Just half an hour before journalist Daphne Caruana Galizia was assassinated by a bomb strapped to her Pugeot in Malta, she was hard at work. Best known for her work on the Panama Papers, Galizia had posted to her blog about an unfolding court case that was one of many trailing threads investigative journalists have been following since the infamous cache of documents dropped. One of those investigative journalists was Galizia’s own son, Matthew Capuana Galizia, who was on the scene just moments after the explosion that killed his mother. Now he has strong words for the Maltese government and others he views as complicit in Galizia’s murder:
“My mother was assassinated because she stood between the rule of law and those who sought to violate it, like many strong journalists. This is what happens when the institutions of the state are incapacitated: the last person left standing is often a journalist. Which makes her the first person left dead.”
The younger Galizia described the horrific moments after the bomb went off, trying desperately to get into the car even as it burned and he realized he was surrounded by his “mother’s body parts all around me.” Two policemen arrived on the scene with a single fire extinguisher.
Meanwhile the deceased Galizia’s last blog post was live, covering the courtroom testimony of opposition leader Simon Busuttil in a case involving corruption, libel, a “shady bank,” and the Maltese Prime Minister’s Chief of Staff, who Galicia called “that crook Keith Schemer.” “There are crooks everywhere you look now,” she wrote. “The situation is desperate.”
In addition to a Maltese investigation into the assassination, Dutch forensic experts and members of the U.S. FBI are on their way to assist. Given the line of inquiry that Galizia was pursuing before she was killed, and her son’s assertion that a “long list of police commissioners” are among those who share responsibility for Galicia’s death, it’s a sound plan.
As opposition leader Adrian Delia put it, “We will not accept an investigation by the commissioner of police, army commander or duty magistrate, all of whom were at the heart of criticism by Capuana Galizia. What happened today is not an ordinary killing. It is a consequence of the total collapse of the rule of law which has been going on for the past four years.”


• WHAT IS BEING ASKED
Would you transcribe the entries below word for word, omitting all images?

• RECORD EXTRACTS
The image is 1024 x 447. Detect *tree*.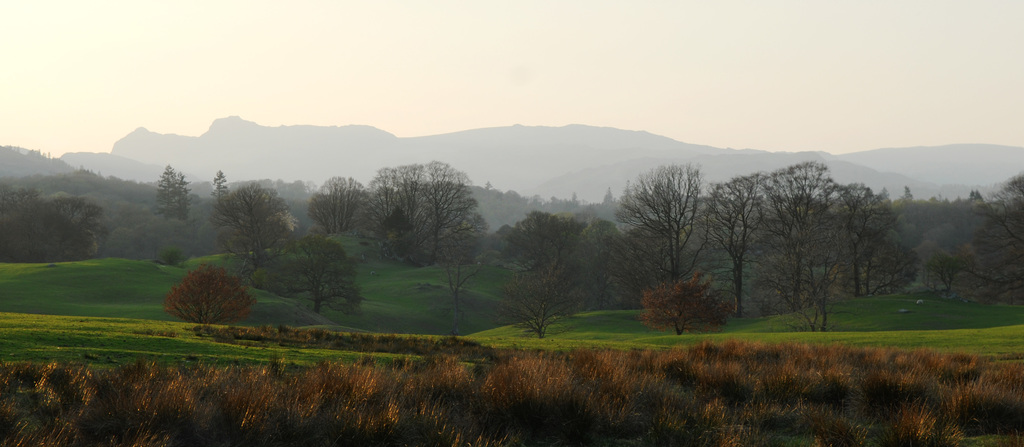
Detection: {"left": 636, "top": 272, "right": 733, "bottom": 332}.
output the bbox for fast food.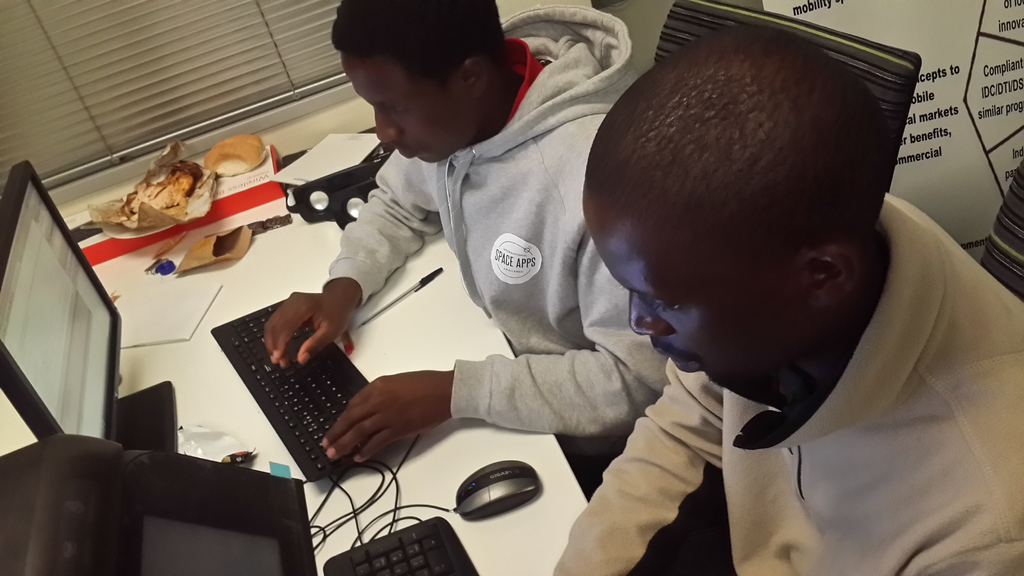
{"x1": 104, "y1": 152, "x2": 199, "y2": 233}.
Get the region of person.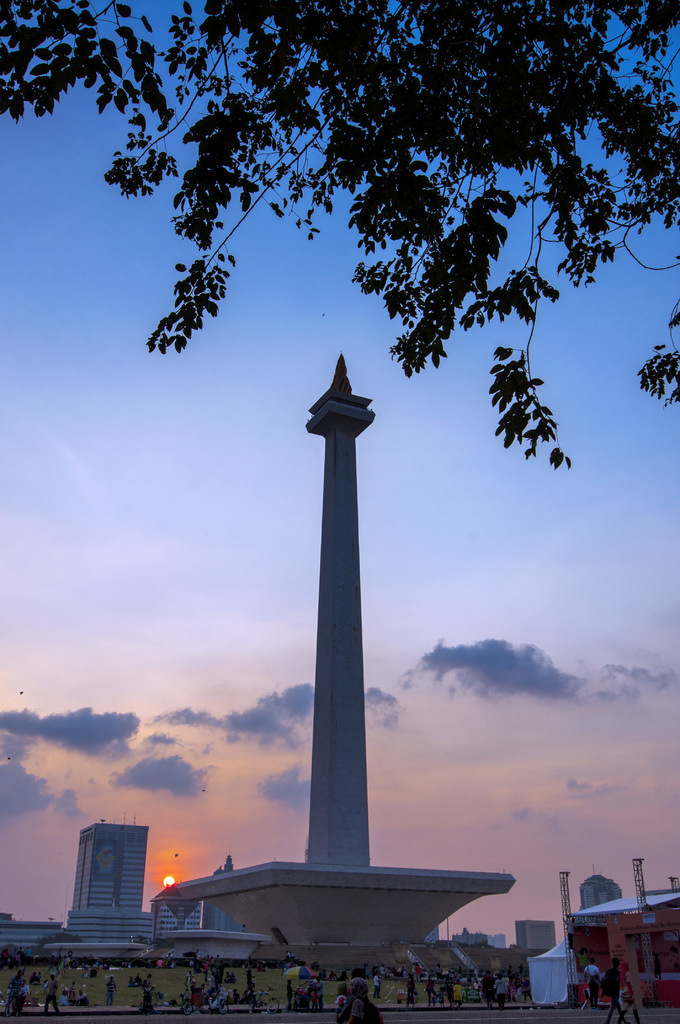
x1=578 y1=945 x2=588 y2=968.
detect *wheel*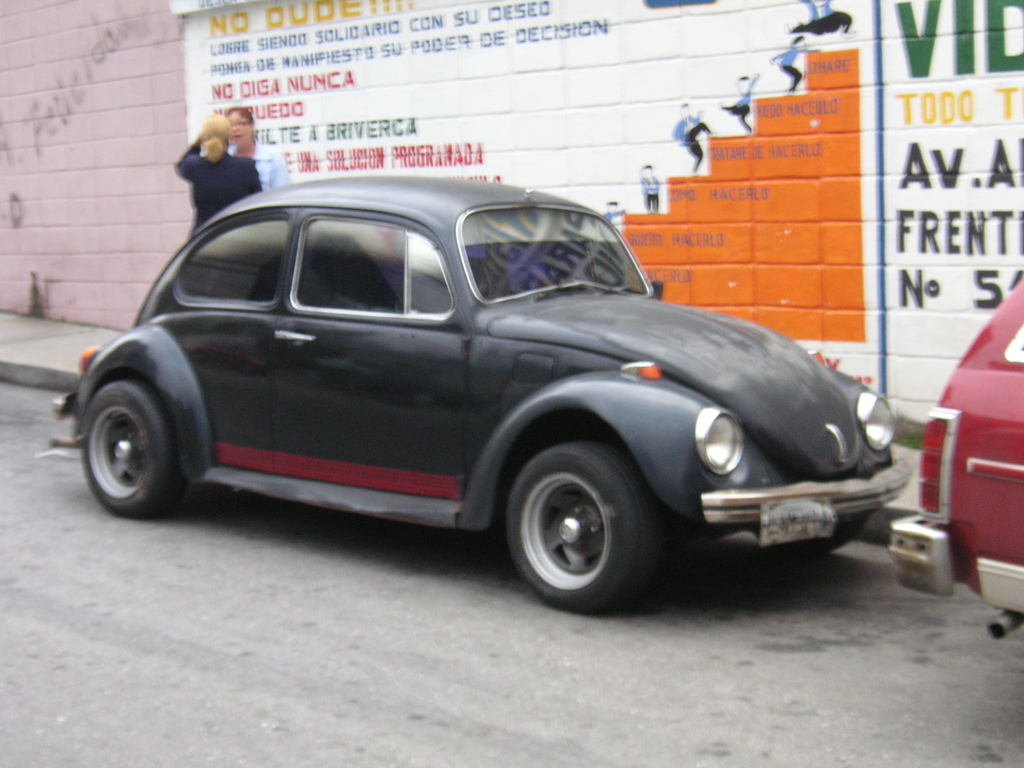
region(755, 519, 860, 560)
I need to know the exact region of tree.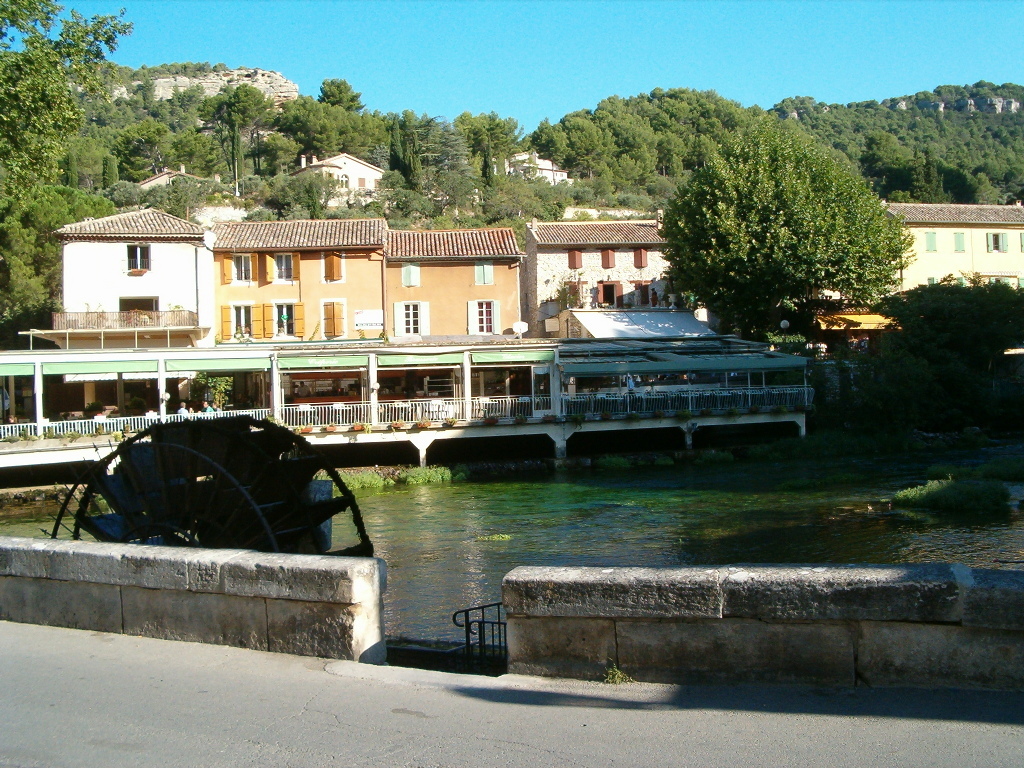
Region: [297, 171, 340, 221].
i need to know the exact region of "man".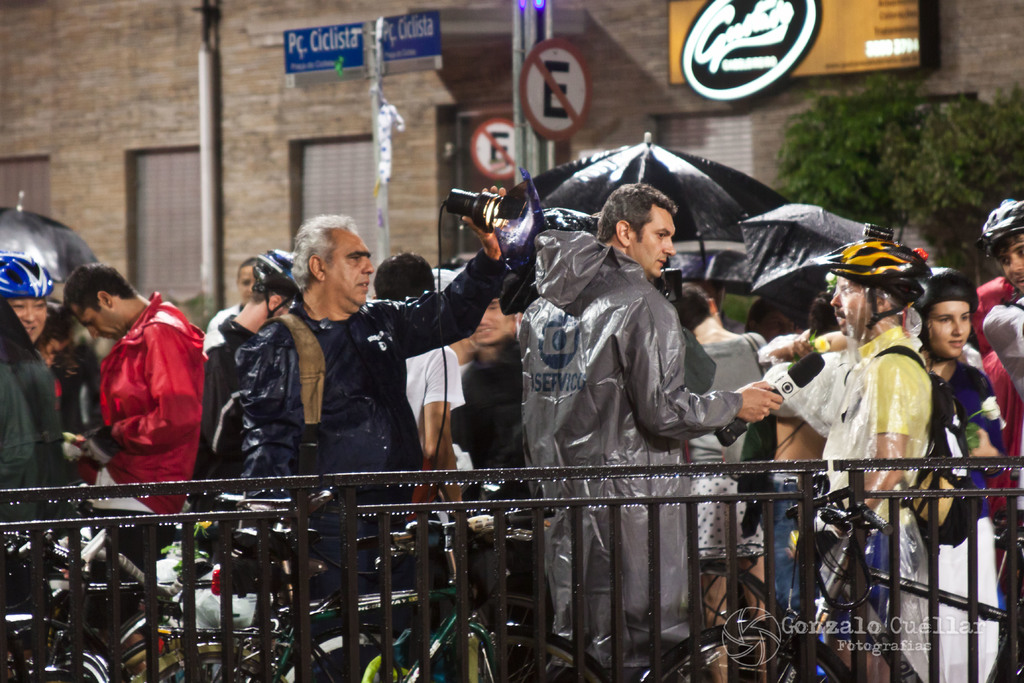
Region: [76, 259, 211, 544].
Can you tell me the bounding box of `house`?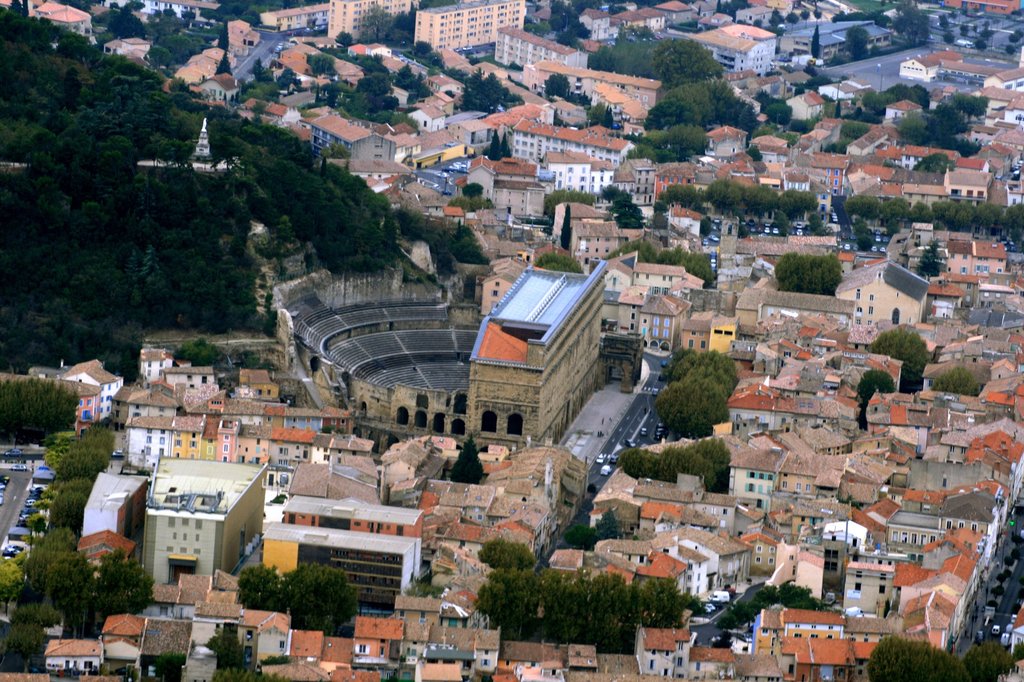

• SOLUTION FOR THIS PROBLEM
The image is 1024 x 447. Detect *tree*.
Detection: {"left": 636, "top": 272, "right": 733, "bottom": 332}.
output the bbox for fast food.
{"x1": 104, "y1": 152, "x2": 199, "y2": 233}.
Get the region of person.
x1=578 y1=945 x2=588 y2=968.
detect *wheel*
region(755, 519, 860, 560)
I need to know the exact region of tree.
Region: [297, 171, 340, 221].
i need to know the exact region of "man".
Region: [76, 259, 211, 544].
Can you tell me the bounding box of `house`?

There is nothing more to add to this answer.